- Mark as New
- Bookmark Message
- Subscribe to Message
- Mute Message
- Subscribe to RSS Feed
- Permalink
- Report Inappropriate Content
Why is Splunk not ingesting .txt logfiles starting with a numeric value?
I am trying to bring in some .txt logfiles using Splunk forwarder. There are several logs in the directory, such as Log.txt, 10Log.txt, 20Log.txt, etc. These files are changed daily, and the 10, 20, etclog.txt files are written to daily. So far, I can only get Splunk to ingest the Log.txt file and nothing else. My inputs.conf file is currently as below. I have tried to monitor just *.txt with the same results. Only Log.txt is read/ingested.
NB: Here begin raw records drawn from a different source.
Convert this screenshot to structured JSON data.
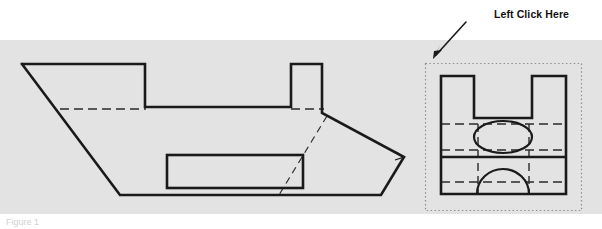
{
  "figure": {
    "background_color": "#ffffff",
    "band_color": "#e3e3e3",
    "line_color": "#1a1a1a",
    "hidden_line_color": "#2b2b2b",
    "selection_box_color": "#9a9a9a",
    "caption_text": "Figure 1"
  },
  "annotation": {
    "label": "Left Click Here",
    "arrow_from_x": 466,
    "arrow_from_y": 22,
    "arrow_to_x": 433,
    "arrow_to_y": 58
  },
  "drawings": {
    "pictorial": {
      "name": "oblique-pictorial-view",
      "outline_points": "22,64 145,64 145,107 291,107 291,64 322,64 322,112 404,157 404,159 381,195 120,195 22,64",
      "visible_edges": [
        {
          "name": "top-left-edge",
          "points": "22,64 145,64"
        },
        {
          "name": "notch-left-edge",
          "points": "145,64 145,107"
        },
        {
          "name": "notch-bottom-edge",
          "points": "145,107 291,107"
        },
        {
          "name": "notch-right-edge",
          "points": "291,107 291,64"
        },
        {
          "name": "boss-top-edge",
          "points": "291,64 322,64"
        },
        {
          "name": "boss-right-edge",
          "points": "322,64 322,112"
        },
        {
          "name": "nose-upper-edge",
          "points": "322,112 404,158"
        },
        {
          "name": "nose-lower-edge",
          "points": "404,158 381,195"
        },
        {
          "name": "bottom-edge",
          "points": "381,195 120,195"
        },
        {
          "name": "front-slope-edge",
          "points": "120,195 22,64"
        },
        {
          "name": "nose-tip-notch",
          "points": "397,153 404,158 396,160"
        }
      ],
      "hidden_edges": [
        {
          "name": "hidden-top-horizontal",
          "points": "60,109 145,109"
        },
        {
          "name": "hidden-boss-base",
          "points": "291,109 323,109"
        },
        {
          "name": "hidden-slot-diagonal",
          "points": "326,117 279,194"
        }
      ],
      "inner_rectangle": {
        "name": "center-slot",
        "x": 167,
        "y": 155,
        "width": 136,
        "height": 33
      }
    },
    "orthographic": {
      "name": "front-orthographic-view",
      "selection_box": {
        "x": 425,
        "y": 63,
        "width": 157,
        "height": 148
      },
      "body_rect": {
        "x": 441,
        "y": 76,
        "width": 125,
        "height": 118
      },
      "prong_left": {
        "x": 441,
        "y": 76,
        "width": 33,
        "height": 42
      },
      "prong_right": {
        "x": 532,
        "y": 76,
        "width": 34,
        "height": 42
      },
      "web_top_y": 118,
      "mid_divider_y": 157,
      "visible_edges": [
        {
          "name": "left-prong-top",
          "points": "441,76 474,76"
        },
        {
          "name": "left-prong-right",
          "points": "474,76 474,118"
        },
        {
          "name": "web-top-span",
          "points": "474,118 532,118"
        },
        {
          "name": "right-prong-left",
          "points": "532,118 532,76"
        },
        {
          "name": "right-prong-top",
          "points": "532,76 566,76"
        },
        {
          "name": "right-outer-edge",
          "points": "566,76 566,194"
        },
        {
          "name": "bottom-edge",
          "points": "566,194 441,194"
        },
        {
          "name": "left-outer-edge",
          "points": "441,194 441,76"
        },
        {
          "name": "mid-divider",
          "points": "441,157 566,157"
        }
      ],
      "hidden_edges": [
        {
          "name": "hidden-upper-horizontal",
          "points": "441,124 566,124"
        },
        {
          "name": "hidden-lower-horizontal-upper-bay",
          "points": "441,150 566,150"
        },
        {
          "name": "hidden-horizontal-lower-bay",
          "points": "441,182 566,182"
        },
        {
          "name": "hidden-vertical-left",
          "points": "478,124 478,194"
        },
        {
          "name": "hidden-vertical-right",
          "points": "529,124 529,194"
        }
      ],
      "ellipse": {
        "name": "through-hole-ellipse",
        "cx": 503,
        "cy": 137,
        "rx": 29,
        "ry": 16
      },
      "arc": {
        "name": "half-round-arc",
        "cx": 503,
        "cy": 194,
        "rx": 26,
        "ry": 25
      }
    }
  }
}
[monitor://E:\Logs\CIR_Remote\*Log.txt]
disabled = false
sourcetype = LOG4NET
index = log4net
initCrcLength=1024
any input would be appreciated!
- Mark as New
- Bookmark Message
- Subscribe to Message
- Mute Message
- Subscribe to RSS Feed
- Permalink
- Report Inappropriate Content

I don't know why (didn't bother to investigate it) but I noticed that sometimes specifying wildcard path to files doesn't work whereas specifying whole directory with a whitelist matching only set of files does.
Unfortunately, you can't specify two different sets of files from the same directory since each input stanza must be unique.
Anyway, check your config with
splunk btool inputs list --debug
and verify list of monitored files with
splunk list monitor
- Mark as New
- Bookmark Message
- Subscribe to Message
- Mute Message
- Subscribe to RSS Feed
- Permalink
- Report Inappropriate Content

Check if first few lines/characters of all those files (Log.txt and <N>Log.txt) have some common header/characters. If they've some common header/characters, Splunk will think that they're rolled log files. To resolve it, you'll need to adjust initCrcLength value to be slighly more that the length of those common header/characters.
- Mark as New
- Bookmark Message
- Subscribe to Message
- Mute Message
- Subscribe to RSS Feed
- Permalink
- Report Inappropriate Content
No, the files are not the same. They start with a datetime stamp, and then include error information. They have never been ingested at all, always skipped for some reason.